‘See You Yesterday’ Review – Netflix Film is a Feature Debut for Stefon Bristol

By Daniel Hart - May 4, 2019 (Last updated: October 25, 2024)
See You Yesterday Movie

'See You Yesterday' Promotional Image (Credit - Netflix)
By Daniel Hart - May 4, 2019 (Last updated: October 25, 2024)
3.5

Summary

See You Yesterday is colorful and fun, but it also manages to achieve some critical themes, giving the film a different genre, almost.

See You Yesterday is director Stefon Bristol’s first feature-length film, but the noticeable household name propping up the Netflix original is the producer, Spike Lee, confirming that the story will be shrouded in political messages despite the light-looking, vibrant sci-fi posters. The title of the Netflix film is an earnest giveaway; the central premise is about time travel.

But in its pure form, See You Yesterday ties in police brutality and the inexcusable death count in black neighborhoods. Ignoring the fiction, the energy, and the nerdlike lead characters, there is a reality within the story that adds a layer above the narrative. The Netflix film does not even feel like it’s going to contain themes surrounding racial discrimination, and the lightheartedness of two teens creating Spy Kidstype gadgets to adjust the timeline becomes trodden on by the realness of where these teenagers are based.

The two characters, Claudette ‘CJ’ Walker (Eden Duncan-Smith) and Sebastian J. Thomas (Dante Crichlow), are going through the motions of developing technology for a science fair; their idea is to move a person through time. See You Yesterday does not specifically mark them as super-smart, but as soon as they reside in their garage pinpointing technical improvements with their VR headsets, you are given entirely different dimensions to their characters.

Their worlds are flipped upside down when CJ’s brother is killed by a police officer while reaching for his smartphone. CJ and Sebastian try to go back in time to fix it.

The idea that we can go back in time and fix a dark shade in our history is sadly poetic; the statistics do not lie; this should not be happening at the hands of police officers at all. There’s a certain irony in See You Yesterday that will dawn on you eventually way after the movie is finished, but the collective idea you will take away is that feeling of inevitability; you can make a cool story surrounding two teenagers in a neighborhood trying to push the doors of MIT, but gun violence mixed with racial discrimination statistically goes against their odds.

It’s easy to read into See You Yesterday; remove the influence of the themes, and you have an engageable time travel story with the purpose of amending the timeline to save a loved one. At that level, the Netflix exclusive is a midpoint film designed to entertain. You could also argue that the themes are delivered to an acceptable and straightforward level, but the counter-argument is that See You Yesterday is not designed to be deeper than it is.

It wants to serve the sci-fi genre as much as highlighting the problems for young black teenagers in America today, and it’s difficult to pinpoint whether it achieved that balance to be a great film.

See You Yesterday is enjoyable enough to sit through for 90 minutes without feeling the need to eye your phone, but you almost feel like the Netflix film wanted to scream for more.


DIRECTIONS | Count every line in the data below where "their" occurs, then state that number and nothing more.

----

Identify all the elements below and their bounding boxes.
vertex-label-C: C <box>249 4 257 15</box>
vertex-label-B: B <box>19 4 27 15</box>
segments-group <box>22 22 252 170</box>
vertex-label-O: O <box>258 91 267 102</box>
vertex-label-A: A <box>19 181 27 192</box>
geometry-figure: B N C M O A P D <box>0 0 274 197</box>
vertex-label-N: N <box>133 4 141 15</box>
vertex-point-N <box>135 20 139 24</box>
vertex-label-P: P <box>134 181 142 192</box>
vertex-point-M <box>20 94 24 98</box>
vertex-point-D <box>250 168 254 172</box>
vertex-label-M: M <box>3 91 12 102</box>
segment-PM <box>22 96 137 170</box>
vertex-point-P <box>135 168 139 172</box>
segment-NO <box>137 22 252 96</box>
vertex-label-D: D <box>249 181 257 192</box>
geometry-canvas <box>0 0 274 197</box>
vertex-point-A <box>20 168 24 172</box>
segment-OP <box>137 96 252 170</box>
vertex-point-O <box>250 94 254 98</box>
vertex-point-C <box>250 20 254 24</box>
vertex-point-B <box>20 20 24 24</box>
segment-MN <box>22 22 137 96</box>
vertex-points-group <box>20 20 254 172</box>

----

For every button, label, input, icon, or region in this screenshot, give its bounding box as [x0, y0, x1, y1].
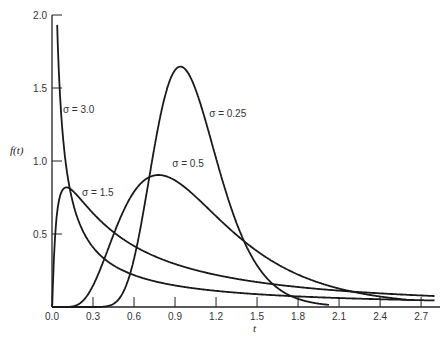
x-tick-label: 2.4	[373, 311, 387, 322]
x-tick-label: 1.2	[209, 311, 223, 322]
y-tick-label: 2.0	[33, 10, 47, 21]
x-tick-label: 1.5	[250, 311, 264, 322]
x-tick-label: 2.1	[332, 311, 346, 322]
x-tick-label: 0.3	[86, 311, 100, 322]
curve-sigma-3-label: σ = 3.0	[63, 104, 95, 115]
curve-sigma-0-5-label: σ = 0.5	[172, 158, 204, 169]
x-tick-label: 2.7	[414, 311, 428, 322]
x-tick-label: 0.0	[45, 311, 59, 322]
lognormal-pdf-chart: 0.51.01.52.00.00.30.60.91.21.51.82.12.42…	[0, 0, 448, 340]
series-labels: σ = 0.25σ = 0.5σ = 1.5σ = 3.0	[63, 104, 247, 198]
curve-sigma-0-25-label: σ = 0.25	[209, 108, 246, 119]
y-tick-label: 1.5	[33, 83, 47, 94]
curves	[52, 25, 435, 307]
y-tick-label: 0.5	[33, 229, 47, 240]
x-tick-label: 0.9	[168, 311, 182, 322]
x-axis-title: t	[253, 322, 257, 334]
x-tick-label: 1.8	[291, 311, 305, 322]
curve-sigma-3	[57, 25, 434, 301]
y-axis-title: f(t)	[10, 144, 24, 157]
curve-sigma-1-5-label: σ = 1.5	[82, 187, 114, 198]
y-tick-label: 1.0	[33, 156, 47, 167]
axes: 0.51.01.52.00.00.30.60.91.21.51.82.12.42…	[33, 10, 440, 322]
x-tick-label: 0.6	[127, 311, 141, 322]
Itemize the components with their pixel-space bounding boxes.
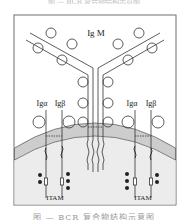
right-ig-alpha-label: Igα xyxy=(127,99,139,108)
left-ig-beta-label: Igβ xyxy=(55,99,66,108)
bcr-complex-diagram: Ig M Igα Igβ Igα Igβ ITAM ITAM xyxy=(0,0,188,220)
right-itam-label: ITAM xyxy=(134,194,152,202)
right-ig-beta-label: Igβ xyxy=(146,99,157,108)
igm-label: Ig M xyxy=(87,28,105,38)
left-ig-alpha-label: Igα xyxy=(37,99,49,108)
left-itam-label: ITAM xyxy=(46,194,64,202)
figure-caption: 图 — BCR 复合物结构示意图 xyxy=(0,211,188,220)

----

RESULT OF THIS TASK | 2